Day 18 - Salzburg to Kraiburg - ride total 1,360 k, 11011 m
A cooler start to the day that made for great riding and no hills to speak of for the ride. Shortly after leaving Salzburg we crossed on to Germany and the only way we knew we had crossed an international border and had cycled in to another country was our phones all let us know about their roaming packs being available in what it's now Germany. If it wasn't for that there would have been no way for us to know we were in another country.
Again we kept to the country lanes and back roads away from traffic. Having said that the farmers are right in to their harvest of crops, hay and silage and we encountered quite a few farmers and their tractors going about their farming activities.
Inevitably on journeys like this I always see a big tractor with a huge manure tank behind being towed through the village to spread the contents on the paddocks nearby and sure enough I encountered one of these today however was not quick enough to get a Pic. I'm sure it won't be the last.
It just strikes me as to how interconnected the whole of the farming scene is here. There are virtually no farm buildings out in the paddocks (other than the small old hay barns that now appear not to be used). Otherwise in this area it appears several farmers houses and their huge animal barn and farm sheds are all grouped together, some even right beside the church in the middle of the village.
Then when you do get to a town (something bigger than a village) there you see highly productive farm land growing the full range of crops or grass adjacent to the town.

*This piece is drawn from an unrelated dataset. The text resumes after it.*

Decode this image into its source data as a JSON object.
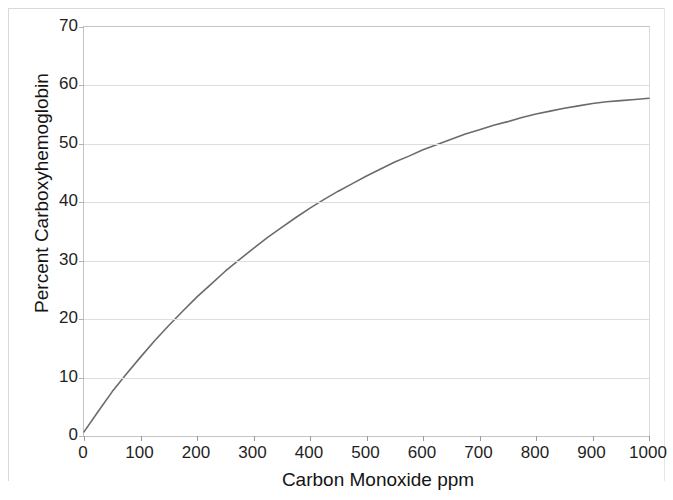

This is quite a contrast to NZ where there is a gradual change of land use from the towns and cities out to what we would call economic or productive farming units. I have yet to see a "lifestyle property".
The pictures show typical farm buildings one with rooves completely converted in solar panels both sides and the other with a huge gas collection bladder over the effluent pond that they use to power an electricity generator - by the look of the scale of their electricity harvest and production it would appear that they would meet all their own electricity requirements and have surplus to sell.
The Pic of two fully clothed men in a shower is proof of how man Australians it takes to get a European shower to operate. In this case the Kiwi requested the assistance of the Aussies. You would think it should be quite simple but no it's not, and while we got the shower to work there is no way we could write the instruction book for others to follow!
Now back to the Austen Deans march to freedom.
Once Austen got closer to Germany the POW's were able to acquire a German army truck that had been abandoned along with a couple of Jeeps. They had 16 men in the truck and 8 in the two Jeeps which to them must have seemed like first class travel compared with what they would have had to endure since being taken Prisoner. The trail during this phase has been harder for us to follow however I know they progressed their way through Zell, Tyrol, Reichsburg, Munich, Ulms, Augsburg and a 16 hour day through Stuttgart to Strousburg.
On the 25th May they made arrangements to sell one of the Jeeps the next day (someone had borrowed the other) however that might they went out in it and had a crash! So no vehicle to on sell unfortunately.
At 4:30 while having a bath Austen was told a plane was there and at 6:40 they took off for Goldaming RAF base in Surrey England, at which time upon landing he must have felt that yes he is now once again a free man.
I want to thank Paul for sharing his father's story and diary with me as it has allowed me to gain a little more insight into what our forbears went through to give us the freedom we have today. The sad thing is, that today, not everyone in this world has the freedom that we Kiwi's take for granted.